IT professionals are bracing themselves for increased automation in the workplace, according to a new global study by enterprise IT services provider BMC.
The study found that 94 per cent of the 650 IT decision makers surveyed expect automation to spread to all areas of business by 2020, with nine out of 10 respondents agreeing that it is necessary for new revenue, competitive advantage, and in order to keep pace with the speed of innovation.
In fact, 73 per cent of IT professionals believe that businesses that don’t embrace IT automation within the next five years will not be around in 10. Majority of survey respondents highlight containerization, workload automation/scheduling and DevOps, as priority areas for investment in the next two years.
“As companies continue to incorporate hybrid cloud capabilities across the digital enterprise, they are challenged by the complexity of managing workloads across on premises, public and private clouds,” Gur Steif, president of digital business automation at BMC, says in a May 9 press release. “IT teams must be able to manage the customer value chain in spite of decentralized usage of cloud services.

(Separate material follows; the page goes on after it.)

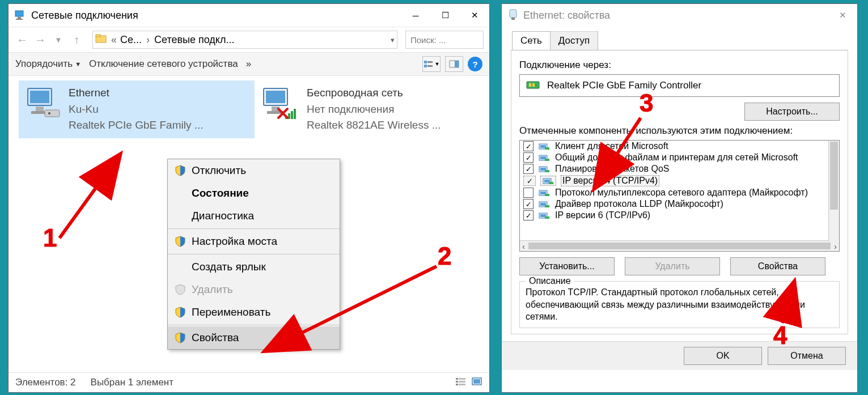 The width and height of the screenshot is (868, 395). I want to click on component-label: Драйвер протокола LLDP (Майкрософт), so click(640, 204).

This is requiring a new level of IT automation to adapt to the challenges posed by increasingly diverse infrastructure, disparate data, and accelerated applications – the critical components of digital business.”
However, there are challenges to such massive digital transformation. More than two-thirds (67 per cent) of those surveyed point to a lack of necessary budget as the biggest hurdle to overcome, followed by a lack of time (51 per cent), and a lack of skills (44 per cent).
Conflicting objectives within a business is also an issue, 42 per cent of CIOs report, with 32 per cent expressing the need for tighter internal organizational alignment.
“BMC believes that without taking a new approach to IT automation, companies will not be able to overcome the budget, skills, and time constraint challenges identified by the survey respondents,” Steif continues. “Only through new digital-first technologies with automation solutions that support hybrid multi-clouds, will CIOs enable their companies to innovate, transform, and accelerate growth by aggressively pursuing a digital agenda that differentiates them from their competitors.”
That being said, the survey results indicate that majority of IT decision makers (88 per cent) believe they are empowered to deliver the required IT innovation to bridge this gap and drive their business’ digital transformation, and 77 per cent approve of what their business is doing to prepare and train the workforce with greater automation skills.
The study says that respondents in the US are most confident they’ll be able to deliver IT innovation (97 per cent), followed by those in Mexico and Spain (98 and 94 per cent respectively).